5. Advice to England for the Purpose Of Averting the Danger.

To think of moving out in open hostility to the growing power of Russia, were now, on England's part, just as great an error as the strange inaction she has displayed for the last twenty-five years amidst all the occurrences beyond the Hindu-Kush. Russia will establish herself on the right bank of the Oxus, will absorb the three Khanats, and perhaps Chinese Tartary, will make everything Œzbeg to acknowledge her supremacy. That can no longer be prevented; but thus far and no farther should Englishmen allow their rivals to advance.

All that lies between the Oxus and the Indus should remain neutral territory. Through her physical conformation, through the warlike character of her inhabitants, and specially through their great aptitude for diplomacy, Afghanistan would be altogether suited to form a military and political barrier against any possible collision between the two giants. That country would cost the conqueror, coming whether from North or South, a tenfold harder struggle than did the Caucasus. Besides, the possession would not for a long while make good the material advantage of an expensive war; and although the continual disorders that prevail in the mountain-home of the Afghans may be of no advantage to either neighbour, still the danger is not so great as to justify any schemes of conquest on one side or the other.
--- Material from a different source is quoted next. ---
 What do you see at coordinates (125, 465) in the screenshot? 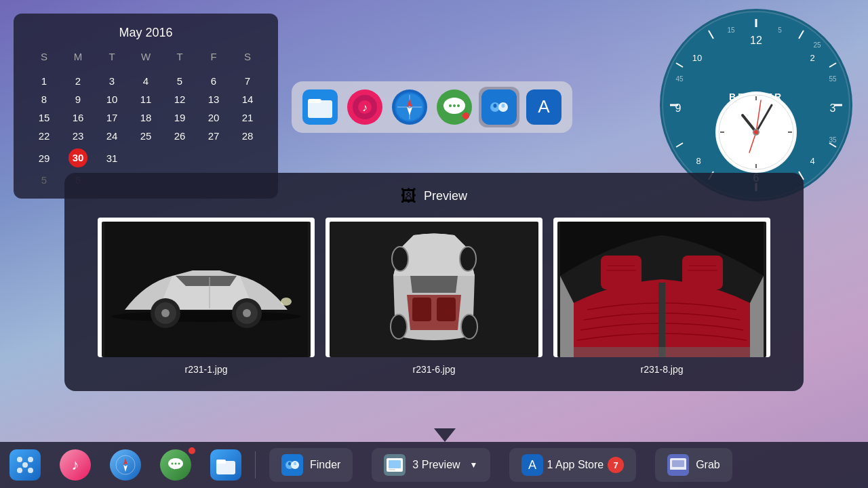
I see `safari-icon` at bounding box center [125, 465].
How, then, in case Russia continues her policy of aggression, may England secure the neutrality of Afghanistan? What must she do to set up with her influence there a solid barrier, without coming forward as a conqueror?

That is the work of a skilled diplomatic intercourse, the work of an uninterrupted alliance, carried on by agents, who, acquainted with the Afghan character, and eschewing English modes of thought, can conduct themselves as Asiatics.